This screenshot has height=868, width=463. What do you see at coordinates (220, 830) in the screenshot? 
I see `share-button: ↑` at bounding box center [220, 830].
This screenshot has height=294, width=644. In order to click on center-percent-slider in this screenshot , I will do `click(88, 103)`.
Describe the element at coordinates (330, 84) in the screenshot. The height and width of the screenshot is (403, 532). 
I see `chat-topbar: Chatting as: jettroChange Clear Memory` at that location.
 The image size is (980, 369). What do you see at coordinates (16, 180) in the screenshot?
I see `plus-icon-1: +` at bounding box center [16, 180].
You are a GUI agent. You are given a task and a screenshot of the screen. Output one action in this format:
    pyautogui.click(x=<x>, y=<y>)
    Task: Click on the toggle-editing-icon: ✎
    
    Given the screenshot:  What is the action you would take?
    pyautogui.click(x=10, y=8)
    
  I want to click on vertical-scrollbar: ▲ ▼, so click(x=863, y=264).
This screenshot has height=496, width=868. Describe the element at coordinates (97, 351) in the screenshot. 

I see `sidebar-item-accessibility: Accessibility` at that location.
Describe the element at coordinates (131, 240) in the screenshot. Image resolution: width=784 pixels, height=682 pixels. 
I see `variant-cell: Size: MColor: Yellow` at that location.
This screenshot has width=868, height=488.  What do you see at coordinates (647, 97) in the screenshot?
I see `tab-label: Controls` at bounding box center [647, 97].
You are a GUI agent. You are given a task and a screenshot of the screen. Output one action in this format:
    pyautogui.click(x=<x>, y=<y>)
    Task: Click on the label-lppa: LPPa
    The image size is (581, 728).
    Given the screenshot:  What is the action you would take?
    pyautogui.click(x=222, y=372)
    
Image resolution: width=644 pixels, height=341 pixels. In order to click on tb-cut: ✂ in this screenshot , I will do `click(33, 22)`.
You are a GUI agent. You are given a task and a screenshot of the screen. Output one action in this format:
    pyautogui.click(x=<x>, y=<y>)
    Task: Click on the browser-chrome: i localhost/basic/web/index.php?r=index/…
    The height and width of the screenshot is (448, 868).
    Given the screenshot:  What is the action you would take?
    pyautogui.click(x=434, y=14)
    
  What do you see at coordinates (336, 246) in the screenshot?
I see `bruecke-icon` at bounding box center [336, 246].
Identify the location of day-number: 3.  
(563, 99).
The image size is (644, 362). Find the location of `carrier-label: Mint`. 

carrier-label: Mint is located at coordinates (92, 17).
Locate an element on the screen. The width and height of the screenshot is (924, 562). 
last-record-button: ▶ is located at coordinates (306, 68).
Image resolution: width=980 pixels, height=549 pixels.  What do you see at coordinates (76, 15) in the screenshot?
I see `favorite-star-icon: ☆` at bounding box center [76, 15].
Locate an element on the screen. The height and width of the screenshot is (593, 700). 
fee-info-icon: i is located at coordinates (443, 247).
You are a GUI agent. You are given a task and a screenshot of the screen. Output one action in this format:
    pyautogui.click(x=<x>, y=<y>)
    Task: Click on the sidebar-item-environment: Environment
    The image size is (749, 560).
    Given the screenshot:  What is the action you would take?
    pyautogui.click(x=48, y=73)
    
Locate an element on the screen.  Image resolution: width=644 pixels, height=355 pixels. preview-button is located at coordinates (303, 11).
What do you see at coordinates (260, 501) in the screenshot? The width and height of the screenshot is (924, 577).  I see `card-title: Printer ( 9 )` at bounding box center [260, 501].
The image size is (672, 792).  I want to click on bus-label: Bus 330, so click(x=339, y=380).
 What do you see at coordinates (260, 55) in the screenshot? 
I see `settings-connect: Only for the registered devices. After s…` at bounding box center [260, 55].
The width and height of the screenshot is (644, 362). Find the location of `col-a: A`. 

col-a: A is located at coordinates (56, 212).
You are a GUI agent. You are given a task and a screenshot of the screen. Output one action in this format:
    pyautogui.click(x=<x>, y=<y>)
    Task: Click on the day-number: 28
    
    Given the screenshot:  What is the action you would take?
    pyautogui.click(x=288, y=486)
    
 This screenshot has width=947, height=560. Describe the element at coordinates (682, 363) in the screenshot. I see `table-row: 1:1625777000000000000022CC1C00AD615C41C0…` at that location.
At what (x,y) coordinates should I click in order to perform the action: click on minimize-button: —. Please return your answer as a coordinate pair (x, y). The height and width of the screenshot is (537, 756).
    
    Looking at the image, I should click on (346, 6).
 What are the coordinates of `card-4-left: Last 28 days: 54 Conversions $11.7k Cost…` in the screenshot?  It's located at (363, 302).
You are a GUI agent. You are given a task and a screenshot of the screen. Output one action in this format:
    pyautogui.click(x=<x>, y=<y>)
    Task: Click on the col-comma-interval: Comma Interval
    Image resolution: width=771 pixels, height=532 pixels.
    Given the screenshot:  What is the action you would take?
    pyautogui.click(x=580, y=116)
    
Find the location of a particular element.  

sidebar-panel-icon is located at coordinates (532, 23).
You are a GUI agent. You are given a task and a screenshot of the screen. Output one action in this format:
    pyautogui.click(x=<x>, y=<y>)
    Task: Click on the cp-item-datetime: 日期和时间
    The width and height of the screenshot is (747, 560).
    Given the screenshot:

- - -

What the task asks. Everything above from the line with "The height and width of the screenshot is (448, 868)." to the line with "Task: Click on the day-number: 28", both included, must be repeated exactly, and nothing outside that range.

Answer for this exercise.
    The height and width of the screenshot is (448, 868).
    Given the screenshot:  What is the action you would take?
    pyautogui.click(x=434, y=14)
    
  What do you see at coordinates (336, 246) in the screenshot?
I see `bruecke-icon` at bounding box center [336, 246].
Identify the location of day-number: 3.  
(563, 99).
The image size is (644, 362). Find the location of `carrier-label: Mint`. 

carrier-label: Mint is located at coordinates (92, 17).
Locate an element on the screen. The width and height of the screenshot is (924, 562). 
last-record-button: ▶ is located at coordinates (306, 68).
Image resolution: width=980 pixels, height=549 pixels.  What do you see at coordinates (76, 15) in the screenshot?
I see `favorite-star-icon: ☆` at bounding box center [76, 15].
Locate an element on the screen. The height and width of the screenshot is (593, 700). 
fee-info-icon: i is located at coordinates (443, 247).
You are a GUI agent. You are given a task and a screenshot of the screen. Output one action in this format:
    pyautogui.click(x=<x>, y=<y>)
    Task: Click on the sidebar-item-environment: Environment
    The image size is (749, 560).
    Given the screenshot:  What is the action you would take?
    pyautogui.click(x=48, y=73)
    
Locate an element on the screen.  Image resolution: width=644 pixels, height=355 pixels. preview-button is located at coordinates (303, 11).
What do you see at coordinates (260, 501) in the screenshot? The width and height of the screenshot is (924, 577).  I see `card-title: Printer ( 9 )` at bounding box center [260, 501].
The image size is (672, 792).  I want to click on bus-label: Bus 330, so click(x=339, y=380).
 What do you see at coordinates (260, 55) in the screenshot? 
I see `settings-connect: Only for the registered devices. After s…` at bounding box center [260, 55].
The width and height of the screenshot is (644, 362). Find the location of `col-a: A`. 

col-a: A is located at coordinates (56, 212).
You are a GUI agent. You are given a task and a screenshot of the screen. Output one action in this format:
    pyautogui.click(x=<x>, y=<y>)
    Task: Click on the day-number: 28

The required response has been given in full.